Friday, August 21, 2009

Big Decisions, Part II

In early August last year, I e-mailed Adam Poole, the Calvary Chapel Corvallis pastor in charge of Cornerstone School of Ministry. I asked him if they were still accepting applications. I had done the same thing a year earlier, but was sufficiently vague about it that I'm not sure he knew my exact intentions. This time I followed it up with a phone call to him. I remember it was outside the Barnes & Noble bookstore in Newport News that I called him and I walked around the parking lot and told him what was on my heart: To head to Oregon for a year of Biblical training. He seemed pretty stoked about it -- we are friends and brothers in Christ, our wives our friends and sisters in Christ and Adam and Grace have four little boys and our families are friends -- and we agreed to pray about it. At that point I had about three weeks to make a decision. It all sounded so crazy, though. The logistics of traveling across the country, the financial aspect, the job situation, wondering where we would live...all those things that normal and sane people think about. I was telling Adam I was just having a hard time seeing how it would work out, that it seemed like it would take a miracle. "There's the parting of the Red Sea, the loaves and fishes and getting the Sabos to Oregon," I told him.

At the time I was reading daily in the book of Jeremiah and one morning I came across a verse that really spoke to me. It was Jeremiah 6:16: "Thus says the Lord: `Stand in the ways and see, and ask for the old paths, where the good way is. And walk in it: Then you will find rest for your souls.' " What spoke to me about that section of Scripture was the `old paths,' which I equated to when we had lived in Corvallis and attended Calvary Chapel there. It's a wonderful church and the Lord's hand is truly on Pastor Rob Verdeyen and the people there. It was a morsel for me to chew on. Then a few days later I was reading in Jeremiah 15:19-21: "Therefore thus says the Lord: `If you return, then I will bring you back; You shall stand before Me; If you take out the precious from the vile, you shall be as My mouth. Let them return to you, but you must not return to them. And I will make you to this people a fortified bronze wall; And they will fight against you, but they shall not prevail against you; For I am with you to save you and deliver you, says the Lord. I will deliver you,' says the LORD. I will deliver you from the hand of the wicked, and I will redeem you from the grip of the terrible.' "

That section spoke volumes to me. Although in the context of the Scripture it was written by the "weeping prophet" Jeremiah during a dark time in Judah (the southern kingdom that fell to Babylon in 586 B.C., when Jeremiah was writing), it was an encouragement to go to the school, that the Lord would be with us on our trip and that He would bring us back. We would encounter travails but the Lord would deliver us. After I read that, I went to Julie and told her what was on my heart and what the Lord had shown me in His word. Her reaction surprised me.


ACTION ITEM
Beginning with the line that contains "Seek *woman*.", transcribe every line down to the end of the entries, exactly, and no other lines.
________________________________________
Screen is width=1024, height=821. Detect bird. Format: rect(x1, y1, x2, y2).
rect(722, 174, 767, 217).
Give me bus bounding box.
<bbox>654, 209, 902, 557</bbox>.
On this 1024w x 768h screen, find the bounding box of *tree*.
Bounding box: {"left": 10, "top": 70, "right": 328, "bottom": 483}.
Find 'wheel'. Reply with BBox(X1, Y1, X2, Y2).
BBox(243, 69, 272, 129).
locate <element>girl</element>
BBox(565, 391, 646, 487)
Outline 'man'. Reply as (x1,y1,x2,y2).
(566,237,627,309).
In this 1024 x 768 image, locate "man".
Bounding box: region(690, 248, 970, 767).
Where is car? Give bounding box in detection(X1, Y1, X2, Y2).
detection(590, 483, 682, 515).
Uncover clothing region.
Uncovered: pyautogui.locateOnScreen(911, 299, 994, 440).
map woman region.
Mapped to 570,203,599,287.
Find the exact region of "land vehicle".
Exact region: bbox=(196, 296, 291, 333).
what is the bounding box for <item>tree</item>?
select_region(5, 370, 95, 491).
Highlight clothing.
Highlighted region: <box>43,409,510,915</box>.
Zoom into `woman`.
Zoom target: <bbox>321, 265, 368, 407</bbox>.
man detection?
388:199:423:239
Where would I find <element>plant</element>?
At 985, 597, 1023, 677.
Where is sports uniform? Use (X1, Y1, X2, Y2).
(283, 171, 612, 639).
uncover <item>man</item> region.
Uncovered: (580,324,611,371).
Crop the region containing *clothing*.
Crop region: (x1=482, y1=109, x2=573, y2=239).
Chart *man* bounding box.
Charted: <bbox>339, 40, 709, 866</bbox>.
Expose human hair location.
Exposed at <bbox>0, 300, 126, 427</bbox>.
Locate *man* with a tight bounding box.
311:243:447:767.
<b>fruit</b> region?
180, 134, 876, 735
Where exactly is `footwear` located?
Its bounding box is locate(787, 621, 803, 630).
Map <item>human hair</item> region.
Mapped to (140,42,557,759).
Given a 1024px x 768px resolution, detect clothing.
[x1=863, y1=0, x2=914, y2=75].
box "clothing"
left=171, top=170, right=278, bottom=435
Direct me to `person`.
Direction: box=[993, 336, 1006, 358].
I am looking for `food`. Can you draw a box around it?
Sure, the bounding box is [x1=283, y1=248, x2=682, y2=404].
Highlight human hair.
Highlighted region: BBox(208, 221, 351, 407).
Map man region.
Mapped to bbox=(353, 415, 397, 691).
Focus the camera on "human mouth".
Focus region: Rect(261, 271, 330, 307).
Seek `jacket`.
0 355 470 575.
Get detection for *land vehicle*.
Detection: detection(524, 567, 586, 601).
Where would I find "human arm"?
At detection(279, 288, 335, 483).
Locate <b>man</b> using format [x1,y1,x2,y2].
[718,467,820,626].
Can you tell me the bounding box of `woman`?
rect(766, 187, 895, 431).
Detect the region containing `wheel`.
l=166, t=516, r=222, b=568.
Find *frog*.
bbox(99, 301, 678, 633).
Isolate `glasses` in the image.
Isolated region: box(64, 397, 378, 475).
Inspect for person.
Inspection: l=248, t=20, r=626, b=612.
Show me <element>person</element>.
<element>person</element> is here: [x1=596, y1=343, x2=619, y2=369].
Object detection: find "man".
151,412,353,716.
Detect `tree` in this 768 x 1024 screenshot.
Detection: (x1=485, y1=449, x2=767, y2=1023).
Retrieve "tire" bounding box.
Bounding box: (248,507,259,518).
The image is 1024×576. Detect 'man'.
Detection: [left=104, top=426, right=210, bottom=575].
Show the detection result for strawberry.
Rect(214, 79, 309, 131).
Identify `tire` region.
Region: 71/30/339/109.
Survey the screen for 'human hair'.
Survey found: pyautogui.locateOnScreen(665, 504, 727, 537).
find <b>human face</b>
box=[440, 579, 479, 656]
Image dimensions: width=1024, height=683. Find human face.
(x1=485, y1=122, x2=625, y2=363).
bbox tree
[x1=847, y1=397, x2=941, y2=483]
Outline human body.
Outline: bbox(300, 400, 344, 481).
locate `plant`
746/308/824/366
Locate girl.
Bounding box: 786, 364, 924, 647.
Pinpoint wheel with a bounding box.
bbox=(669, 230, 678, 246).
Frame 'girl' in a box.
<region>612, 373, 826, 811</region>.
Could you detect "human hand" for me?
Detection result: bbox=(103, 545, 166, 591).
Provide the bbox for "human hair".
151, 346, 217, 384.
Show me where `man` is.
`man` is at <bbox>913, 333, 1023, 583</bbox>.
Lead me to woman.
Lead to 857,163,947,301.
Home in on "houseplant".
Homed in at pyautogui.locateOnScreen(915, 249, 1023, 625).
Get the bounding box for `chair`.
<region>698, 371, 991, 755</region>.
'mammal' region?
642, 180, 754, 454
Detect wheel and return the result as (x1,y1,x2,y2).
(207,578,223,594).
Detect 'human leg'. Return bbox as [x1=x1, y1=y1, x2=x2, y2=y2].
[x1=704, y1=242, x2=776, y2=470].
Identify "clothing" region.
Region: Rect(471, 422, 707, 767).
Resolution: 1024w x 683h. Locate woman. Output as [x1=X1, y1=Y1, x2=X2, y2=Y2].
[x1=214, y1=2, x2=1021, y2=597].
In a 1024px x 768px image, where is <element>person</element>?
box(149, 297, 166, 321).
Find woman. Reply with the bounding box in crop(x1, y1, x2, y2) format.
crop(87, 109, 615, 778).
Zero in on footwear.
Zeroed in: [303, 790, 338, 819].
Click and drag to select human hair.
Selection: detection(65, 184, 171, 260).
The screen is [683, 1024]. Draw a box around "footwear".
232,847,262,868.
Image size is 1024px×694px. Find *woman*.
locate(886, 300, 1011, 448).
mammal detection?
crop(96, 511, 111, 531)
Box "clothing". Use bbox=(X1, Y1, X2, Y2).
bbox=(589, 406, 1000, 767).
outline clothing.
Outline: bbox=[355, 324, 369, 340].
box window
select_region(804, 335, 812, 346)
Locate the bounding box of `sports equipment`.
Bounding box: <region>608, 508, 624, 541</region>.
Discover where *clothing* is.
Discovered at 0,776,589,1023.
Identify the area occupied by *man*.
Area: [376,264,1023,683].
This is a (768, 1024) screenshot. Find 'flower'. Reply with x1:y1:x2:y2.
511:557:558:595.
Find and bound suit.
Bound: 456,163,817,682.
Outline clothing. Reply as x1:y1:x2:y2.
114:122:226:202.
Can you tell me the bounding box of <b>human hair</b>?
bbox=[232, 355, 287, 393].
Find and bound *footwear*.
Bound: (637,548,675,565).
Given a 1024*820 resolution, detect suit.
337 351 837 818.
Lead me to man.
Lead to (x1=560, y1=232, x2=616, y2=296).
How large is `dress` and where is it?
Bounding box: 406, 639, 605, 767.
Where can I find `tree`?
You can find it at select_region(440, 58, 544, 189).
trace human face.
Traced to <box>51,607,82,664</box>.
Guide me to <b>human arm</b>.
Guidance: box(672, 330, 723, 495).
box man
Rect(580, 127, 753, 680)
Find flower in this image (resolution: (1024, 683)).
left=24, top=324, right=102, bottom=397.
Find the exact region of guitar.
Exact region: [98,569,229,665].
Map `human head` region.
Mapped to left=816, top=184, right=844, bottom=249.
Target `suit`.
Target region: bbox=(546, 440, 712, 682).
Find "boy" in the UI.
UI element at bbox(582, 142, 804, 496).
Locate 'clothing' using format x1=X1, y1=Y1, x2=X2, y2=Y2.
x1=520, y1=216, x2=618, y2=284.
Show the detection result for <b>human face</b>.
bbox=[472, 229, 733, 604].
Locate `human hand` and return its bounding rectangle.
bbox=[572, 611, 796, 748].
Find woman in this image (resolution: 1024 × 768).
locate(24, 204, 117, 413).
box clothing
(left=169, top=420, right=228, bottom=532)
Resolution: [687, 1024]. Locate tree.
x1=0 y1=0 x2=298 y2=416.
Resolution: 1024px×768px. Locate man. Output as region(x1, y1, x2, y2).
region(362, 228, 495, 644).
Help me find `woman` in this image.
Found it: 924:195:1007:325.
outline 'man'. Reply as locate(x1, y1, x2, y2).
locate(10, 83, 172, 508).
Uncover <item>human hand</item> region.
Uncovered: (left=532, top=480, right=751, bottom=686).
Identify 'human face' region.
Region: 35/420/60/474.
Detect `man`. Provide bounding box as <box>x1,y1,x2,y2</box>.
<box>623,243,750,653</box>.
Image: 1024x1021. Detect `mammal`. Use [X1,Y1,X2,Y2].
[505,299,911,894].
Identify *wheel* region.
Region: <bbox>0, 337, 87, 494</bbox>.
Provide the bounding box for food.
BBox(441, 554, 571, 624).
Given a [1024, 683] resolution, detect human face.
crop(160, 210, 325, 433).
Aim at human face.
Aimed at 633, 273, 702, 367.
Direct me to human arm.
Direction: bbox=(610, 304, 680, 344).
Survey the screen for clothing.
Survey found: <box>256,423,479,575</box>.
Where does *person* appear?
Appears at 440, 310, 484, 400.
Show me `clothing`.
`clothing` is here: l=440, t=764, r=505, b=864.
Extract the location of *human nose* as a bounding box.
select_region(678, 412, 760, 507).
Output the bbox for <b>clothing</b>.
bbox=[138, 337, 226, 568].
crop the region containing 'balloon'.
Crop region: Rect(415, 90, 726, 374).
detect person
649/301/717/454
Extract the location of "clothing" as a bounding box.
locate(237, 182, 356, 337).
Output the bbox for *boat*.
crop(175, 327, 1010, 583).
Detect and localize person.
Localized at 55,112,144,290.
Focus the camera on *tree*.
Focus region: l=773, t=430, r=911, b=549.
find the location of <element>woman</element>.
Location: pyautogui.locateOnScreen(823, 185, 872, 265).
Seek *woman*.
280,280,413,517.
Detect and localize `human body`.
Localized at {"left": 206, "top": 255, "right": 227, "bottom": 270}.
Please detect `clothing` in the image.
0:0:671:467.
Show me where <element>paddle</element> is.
________________________________________
ANSWER SPACE
Seek *woman*.
280,280,413,517.
Detect and localize `human body`.
Localized at {"left": 206, "top": 255, "right": 227, "bottom": 270}.
Please detect `clothing` in the image.
0:0:671:467.
Show me where <element>paddle</element> is.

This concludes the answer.